Ronn crouched beside her, marking. Bryn had appeared at some point, sitting on the rope coil three paces away, notebook on her knees, pen following Naia’s rhythm across the page. She hadn’t asked anyone what this was about. Her eyes moved from the plank to Sol to Naia’s lips.
Sol crouched at its fixed distance like a living gauge. Irregular note: relax. Even note: spring back. Relax. Spring. Every switch precise to the instant Naia drew breath.
On the fourth round, Naia extended the even notes. Not eight — twelve.
Sol sprang back and didn’t stop at the three-step mark. It took one more step.
Naia stopped immediately.
She glanced at Sol and didn’t continue. Twelve notes pushed the threshold distance beyond eight. She filed that away.
Fifth round. She shortened the flat passage to four notes and watched Sol’s reaction. Spring. Three steps. Same as eight.
“Four notes and eight notes are the same for it.” Ronn muttered from beside her, charcoal pencil scratching a question mark onto the paper. “But twelve’s different. Where’s the tipping point —”
A scraping sound came from below the hull.

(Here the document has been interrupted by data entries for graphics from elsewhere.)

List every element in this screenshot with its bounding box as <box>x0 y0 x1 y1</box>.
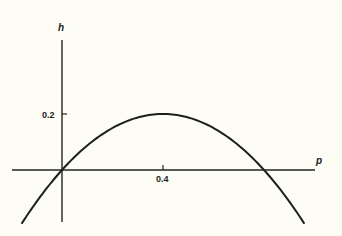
chart: h p 0.2 0.4 <box>0 0 342 236</box>
y-axis-label: h <box>58 22 64 33</box>
x-axis-label: p <box>315 155 322 166</box>
y-tick-label: 0.2 <box>42 110 55 120</box>
x-tick-label: 0.4 <box>156 174 169 184</box>
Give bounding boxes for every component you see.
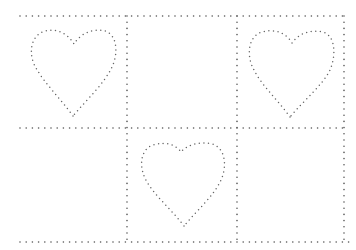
heart-outline-icon	[142, 143, 225, 226]
cell-top-right	[249, 31, 334, 117]
cell-bottom-middle	[142, 143, 225, 226]
heart-outline-icon	[31, 30, 115, 116]
cell-top-left	[31, 30, 115, 116]
worksheet-drawing	[0, 0, 356, 250]
heart-outline-icon	[249, 31, 334, 117]
tracing-worksheet	[0, 0, 356, 250]
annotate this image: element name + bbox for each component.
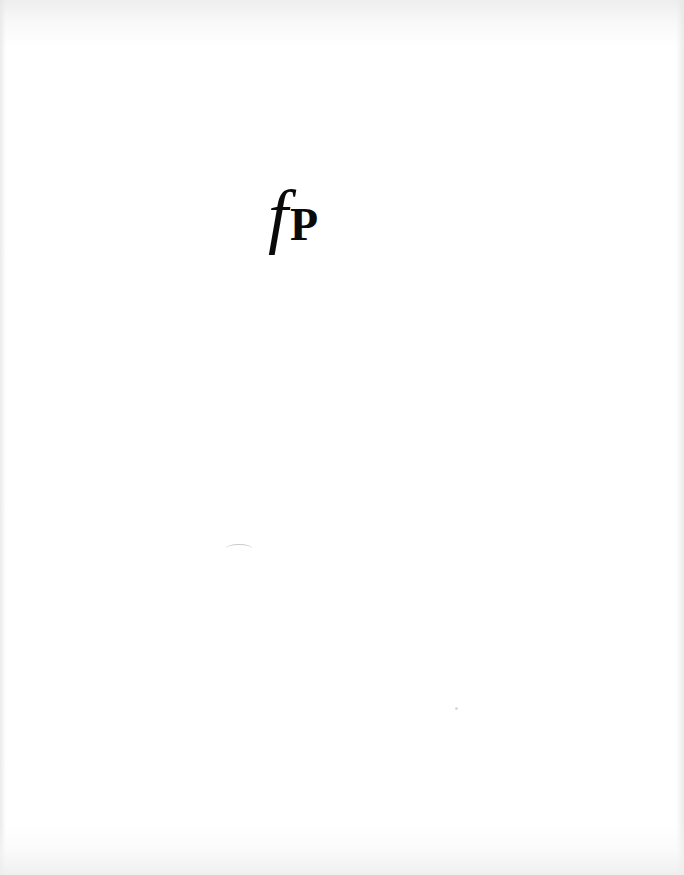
publisher-logo: fP bbox=[268, 176, 318, 256]
logo-italic-f: f bbox=[268, 176, 288, 256]
scan-edge-left bbox=[0, 0, 6, 875]
logo-bold-p: P bbox=[290, 185, 318, 265]
scan-speck bbox=[455, 707, 458, 710]
scan-smudge-mark bbox=[226, 544, 252, 553]
scan-bleed-through-top bbox=[0, 0, 684, 48]
scan-edge-right bbox=[676, 0, 684, 875]
scan-bleed-through-bottom bbox=[0, 825, 684, 875]
document-page: fP bbox=[0, 0, 684, 875]
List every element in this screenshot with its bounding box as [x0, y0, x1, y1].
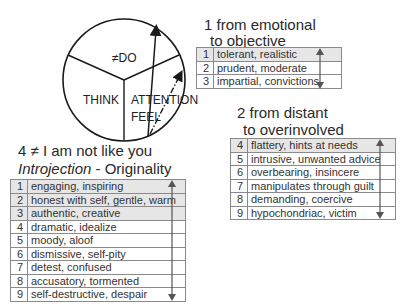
row-num: 3 [197, 75, 214, 89]
table-row: 4dramatic, idealize [11, 220, 186, 234]
row-text: dismissive, self-pity [28, 247, 186, 261]
row-num: 4 [231, 139, 248, 153]
table-row: 3authentic, creative [11, 207, 186, 221]
row-num: 8 [231, 193, 248, 207]
row-num: 9 [11, 288, 28, 302]
row-num: 9 [231, 206, 248, 220]
table-row: 5moody, aloof [11, 234, 186, 248]
row-num: 2 [11, 193, 28, 207]
table-row: 6overbearing, insincere [231, 166, 396, 180]
table-row: 9self-destructive, despair [11, 288, 186, 302]
row-text: dramatic, idealize [28, 220, 186, 234]
row-text: honest with self, gentle, warm [28, 193, 186, 207]
table-row: 5intrusive, unwanted advice [231, 152, 396, 166]
row-num: 4 [11, 220, 28, 234]
double-arrow-icon [166, 179, 178, 302]
table-row: 7detest, confused [11, 261, 186, 275]
row-text: detest, confused [28, 261, 186, 275]
double-arrow-icon [374, 138, 386, 220]
row-num: 2 [197, 61, 214, 75]
row-num: 7 [231, 179, 248, 193]
row-text: moody, aloof [28, 234, 186, 248]
label-think: THINK [83, 93, 119, 107]
row-num: 6 [231, 166, 248, 180]
table-row: 8accusatory, tormented [11, 274, 186, 288]
row-num: 7 [11, 261, 28, 275]
originality-label: - Originality [91, 160, 171, 177]
row-text: accusatory, tormented [28, 274, 186, 288]
double-arrow-icon [314, 47, 326, 90]
row-num: 3 [11, 207, 28, 221]
label-do: ≠DO [112, 51, 137, 65]
row-text: engaging, inspiring [28, 180, 186, 194]
row-text: self-destructive, despair [28, 288, 186, 302]
table-row: 4flattery, hints at needs [231, 139, 396, 153]
row-num: 5 [11, 234, 28, 248]
row-num: 5 [231, 152, 248, 166]
group4-title-line1: 4 ≠ I am not like you [18, 142, 152, 160]
group2-table: 4flattery, hints at needs 5intrusive, un… [230, 138, 396, 220]
introjection-label: Introjection [18, 160, 91, 177]
table-row: 8demanding, coercive [231, 193, 396, 207]
table-row: 2honest with self, gentle, warm [11, 193, 186, 207]
row-num: 6 [11, 247, 28, 261]
row-num: 1 [11, 180, 28, 194]
table-row: 6dismissive, self-pity [11, 247, 186, 261]
table-row: 9hypochondriac, victim [231, 206, 396, 220]
table-row: 1engaging, inspiring [11, 180, 186, 194]
row-text: authentic, creative [28, 207, 186, 221]
group4-table: 1engaging, inspiring 2honest with self, … [10, 179, 186, 302]
table-row: 7manipulates through guilt [231, 179, 396, 193]
row-num: 8 [11, 274, 28, 288]
group2-title-line2: to overinvolved [243, 121, 344, 139]
label-feel: FEEL [131, 110, 161, 124]
label-attention: ATTENTION [131, 93, 198, 107]
group2-title-line1: 2 from distant [237, 104, 328, 122]
group4-title-line2: Introjection - Originality [18, 160, 171, 178]
row-num: 1 [197, 48, 214, 62]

Not someone walking on the deck above. Below. Outside the hull. The sound of wood grinding against something, muffled, coming from the port bow, traveling along the direction of the keel.
Everyone on deck froze.
Ronn’s pen hung in midair. Bryn’s hand pressed flat on the notebook. Naia stood where she was, bare feet on the deck, toes curling slightly.
Sol moved first. Its ears had turned before the scraping sound reached them. Both ears aimed below the port side, body low, legs bent, the fur on its tail slightly bristled. A low moan squeezed from deep in its throat — the sound of a bubble rising from the seabed.
Kael walked to the port gunwale and set his hand on top. He didn’t lean over to look. He listened first.
The scraping wasn’t coming from one direction anymore. Port side, then aft on the starboard. Then directly below — the keel — a dull bump, light as a fist tapping the hull, but the entire deck shuddered.
“Those things.” Corven’s voice came from the direction of the mainmast. He’d appeared by the mast step at some point, leaning against it, eyes fully open now, right hand already at the knife handle behind his back. “The things from the bottom of the empty ship.”
Kael turned to look at him. Corven’s face showed no expression, but the way his fingers sat on the knife handle was not a resting grip. He was making an assessment.
Three of them. Coming from different directions. They were climbing the hull.